Medical: IVF litigation transfer.

Fertility Australia Pty Ltd & Ors v Wendy Read & Charles Goble [2024] NSWSC 420 (Link to Caselaw)

By way of background the court noted ([3]):

The District Court proceedings were commenced by statement of claim by Wendy Read and Charles Goble. Dr Read and Mr Goble are a married couple and their claim against the defendants is based on an assertion of what I will call, generically, professional negligence in the provision of fertility or in vitro fertilisation treatment (“IVF”). The defendants employed a new and novel procedure with a very long name (abbreviated to “niPGT-A”). There were risks and imperfections associated with that procedure.

Although only an interlocutory decision, this matter is of interest for two reasons.

Firstly in relation to the transfer, the court was not exercising a “consent jurisdiction”. Rather, the Court was required to reach satisfaction that the orders are appropriate by reference to the relevant criteria found in the Jurisdiction of Courts (Cross-vesting) Act 1987 (NSW) (“the Act”).

Secondly, the decision foreshadows two interesting mental harm arguments as a part of the discussion as to common questions of fact and law between the Victorian and the NSW proceedings, as follows:

  1. Whether the Monash entities owed and breached a common law duty of care to avoid causing pure mental harm to patients (including the plaintiffs in each proceeding) who consented to having their embryos tested using niPGT-A.
  2. Whether the Monash entities in providing the niPGT-A test to patients (including the plaintiffs in each proceeding) were subject to and breached the statutory consumer guarantees of due care and skill and fitness for purpose established by sch 2 ss 60 and 61 of the Competition and Consumer Act 2010 (Cth) (“Australian Consumer Law”) and whether the damage allegedly suffered by such persons in the form of pure mental harm was reasonably foreseeable so as to be recoverable under s 272 of the Australian Consumer Law.

The court held:

I was satisfied that the New South Wales proceedings are related to the proceedings currently before the Supreme Court of Victoria and that it is more appropriate that the New South Wales proceedings be determined in Victoria. The proceedings in Victoria are further advanced and are being case managed by a senior Judge who is, no doubt, seized of the complexities of the issues between the parties. Similar expert evidence will be called in both cases and, in the case of the plaintiffs (defendants to the substantive proceedings) they have engaged lawyers who are clearly deep in the preparation of the case for hearing. While the defendants’ lawyers will need to catch up, it is also likely that they will benefit from the preparation undertaken by the plaintiffs to the group action in Victoria. The proceedings raise close to identical issues of liability and similar expert evidence will be considered by the Court in each state.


WHAT IS NEEDED – For the entries that appear below, write out the exact text and omit the pictures.

DATA SHOWN –
----
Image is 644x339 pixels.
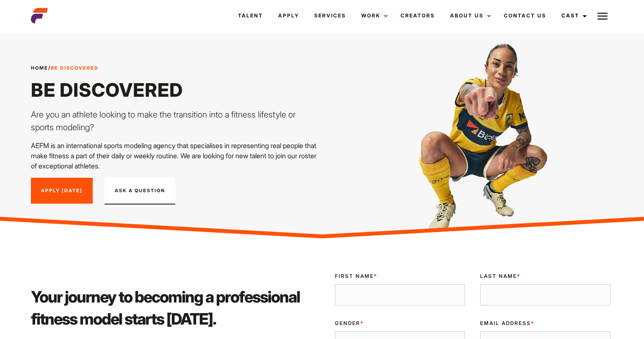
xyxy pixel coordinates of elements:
[31,64,98,72] span: /
[31,286,317,330] h2: Your journey to becoming a professional fitness model starts [DATE].
[497,4,554,27] a: Contact Us
[307,4,353,27] a: Services
[597,11,608,21] img: Burger icon
[353,4,393,27] a: Work
[393,4,443,27] a: Creators
[31,140,317,171] p: AEFM is an international sports modeling agency that specialises in representing real people that...
[31,78,317,101] h1: Be Discovered
[335,272,465,280] label: First Name
[443,4,497,27] a: About Us
[480,272,611,280] label: Last Name
[554,4,592,27] a: Cast
[31,65,49,71] a: Home
[31,7,48,24] img: cropped-aefm-brand-fav-22-square.png
[480,319,611,327] label: Email Address
[31,108,317,134] p: Are you an athlete looking to make the transition into a fitness lifestyle or sports modeling?
[271,4,307,27] a: Apply
[51,65,98,71] strong: Be Discovered
[335,319,465,327] label: Gender
[105,178,175,205] button: Ask A Question
[231,4,271,27] a: Talent
[31,178,93,204] a: Apply [DATE]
----
RESPONSE TO THE TASK –
Image is 644x339 pixels.
xyxy pixel coordinates of elements:
[31,64,98,72] span: /
[31,286,317,330] h2: Your journey to becoming a professional fitness model starts [DATE].
[497,4,554,27] a: Contact Us
[307,4,353,27] a: Services
[597,11,608,21] img: Burger icon
[353,4,393,27] a: Work
[393,4,443,27] a: Creators
[31,140,317,171] p: AEFM is an international sports modeling agency that specialises in representing real people that...
[31,78,317,101] h1: Be Discovered
[335,272,465,280] label: First Name
[443,4,497,27] a: About Us
[480,272,611,280] label: Last Name
[554,4,592,27] a: Cast
[31,65,49,71] a: Home
[31,7,48,24] img: cropped-aefm-brand-fav-22-square.png
[480,319,611,327] label: Email Address
[31,108,317,134] p: Are you an athlete looking to make the transition into a fitness lifestyle or sports modeling?
[271,4,307,27] a: Apply
[51,65,98,71] strong: Be Discovered
[335,319,465,327] label: Gender
[105,178,175,205] button: Ask A Question
[231,4,271,27] a: Talent
[31,178,93,204] a: Apply [DATE]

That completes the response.